*BSD News Article 72817


Return to BSD News archive

Path: euryale.cc.adfa.oz.au!newshost.anu.edu.au!harbinger.cc.monash.edu.au!munnari.OZ.AU!spool.mu.edu!howland.reston.ans.net!newsfeed.internetmci.com!in2.uu.net!ott.istar!istar.net!van.istar!uniserve!oronet!news.acsu.buffalo.edu!news.drenet.dnd.ca!crc-news.doc.ca!nott!nntp.igs.net!usenet
From: cskinner@bml.ca (Chris K. Skinner)
Newsgroups: comp.unix.bsd.freebsd.misc
Subject: Hardware or misconfig causes file system not to mount.
Date: Thu, 04 Jul 1996 10:24:31 GMT
Organization: Bytown Marine Limited, Nepean/Kanata, Ont, Canada
Lines: 46
Message-ID: <4rg6fo$6ul@nntp.igs.net>
NNTP-Posting-Host: ttyc0b.ott.igs.net
X-Newsreader: Forte Free Agent 1.0.82

Hi.  Help Me!  I was merrily working away when my system
spontaneously rebooted.  I had just added an additional memory
SIMM and was working to backup my hand-crafted config files
when the booting happend.  I've removed the suspect SIMM, but
now the system says that it can't stat the device that
has my root file system on it...  When I cd to /dev and do
an ls, a bunch of the dev files complain that they are bad
file descriptors.  This happened after doing

find / -newer /etc/namedb/edu.zone \
  -fstype local -type f -print >/usr/home/bob/jnk.sh

then editing the jnk.sh file to get rid of the lines with 
files that I didn't want to backup.  Then I had a 2 Gbyte
EIDE Seagate disk that was partitioned using Disk Manager
Dynamic Drive overlay on /dev/wd3 for the full 2 Gigs, and
I changed fstab so that it would mount that partition as
read/write instead of read-only, then I re-booted with these
changes in effect.  Then I did the following tar command:

tar cSzlvfTP /mnt6/back_tar.gz /usr/home/bob/jnk.sh

In the middle of the command, I noticed that a gif file
that was in perfect working order said that was going
to be padded out to 240 Mbytes or some such.  I pressed
control break because this was completely untrue.  The file
was normally only 150 kbytes or less.

I checked the /mnt6/back_tar.gz file and it was about 6 Mbytes
at that time.  I deleted the file.

I did an fsck and said yes for every idiosyncracy that
it wanted to fix.  I re-booted and all seemed well.

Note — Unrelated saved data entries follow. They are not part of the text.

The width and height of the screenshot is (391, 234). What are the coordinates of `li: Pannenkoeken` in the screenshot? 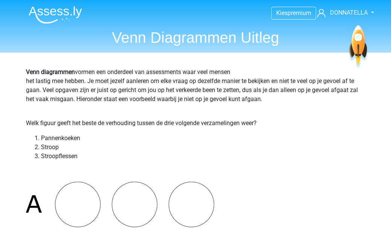 It's located at (203, 138).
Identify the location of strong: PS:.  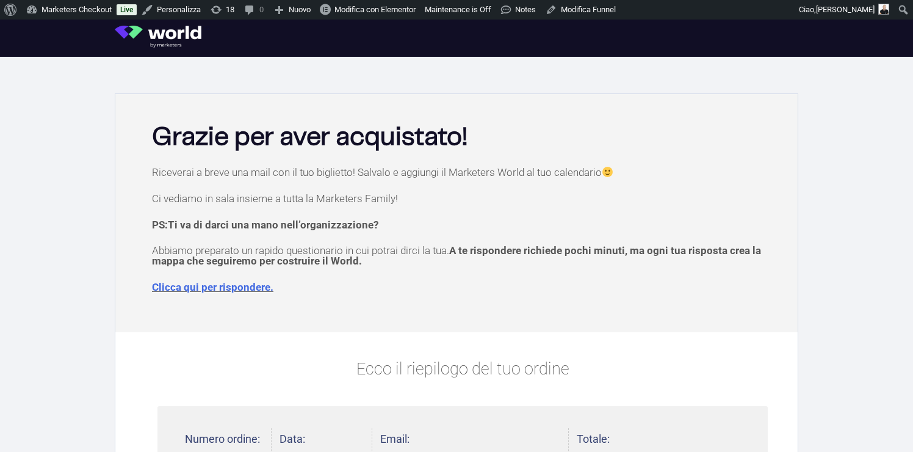
(265, 225).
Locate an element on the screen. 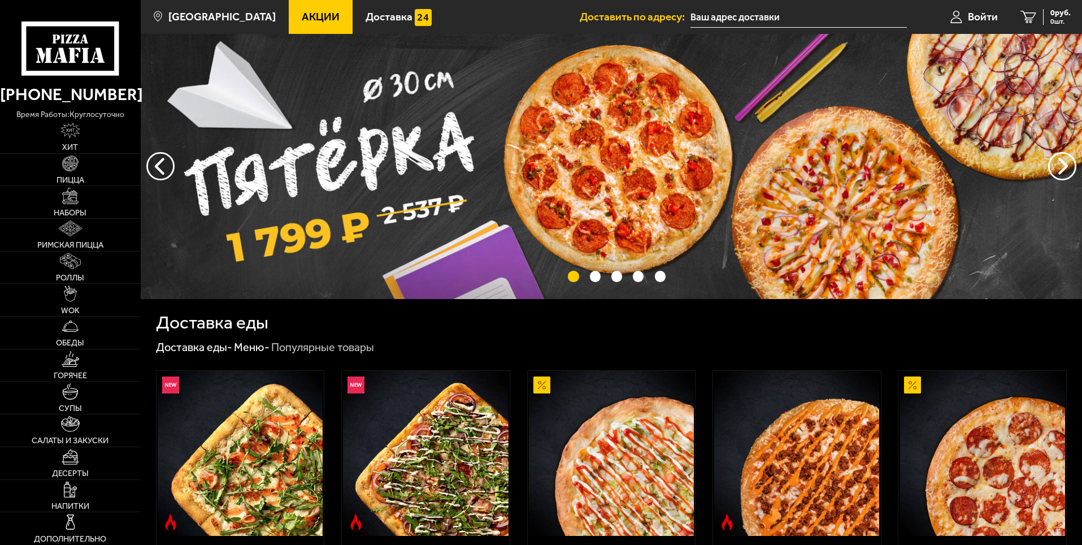 This screenshot has width=1082, height=545. span: Наборы is located at coordinates (70, 212).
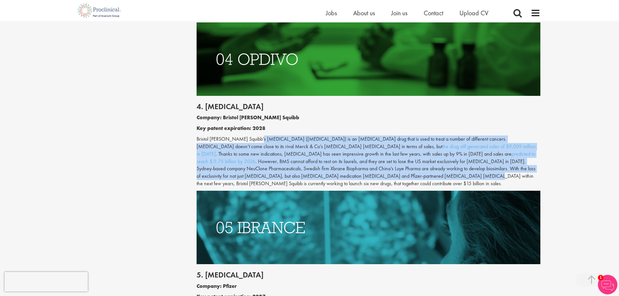  I want to click on span: 1, so click(601, 278).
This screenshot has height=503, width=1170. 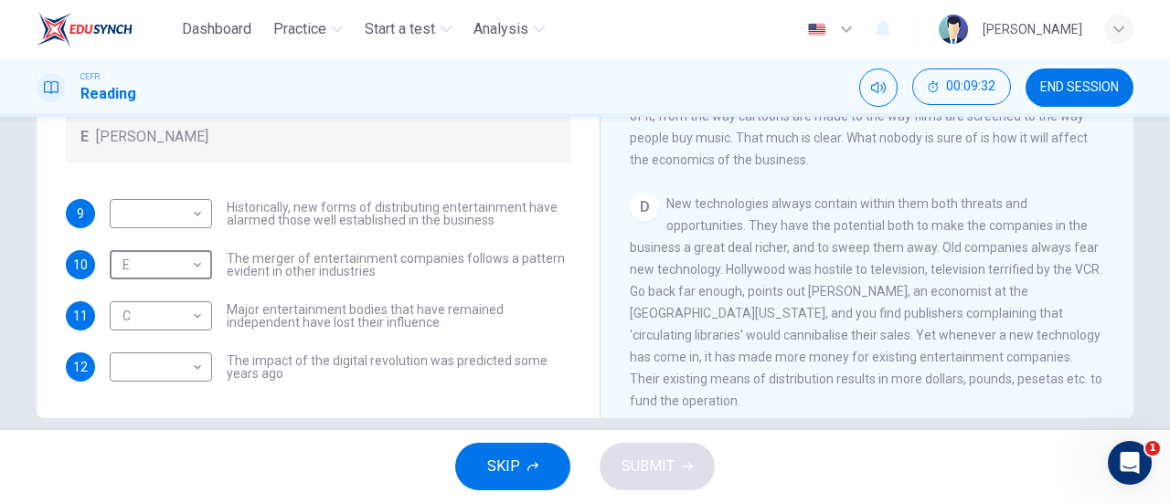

I navigated to a directory or two and did ls, then I accidentally 
typed pwdd<enter> and then the machine
spontaneously rebooted on me after a five second delay, and 
now I've got the situation that it says that fsck says 
that the /dev devices for most of my file system 
components cannot be stat'ed or some such.

What's my next step after removing that Ram SIMM in order to
make the files on my disk accessible again?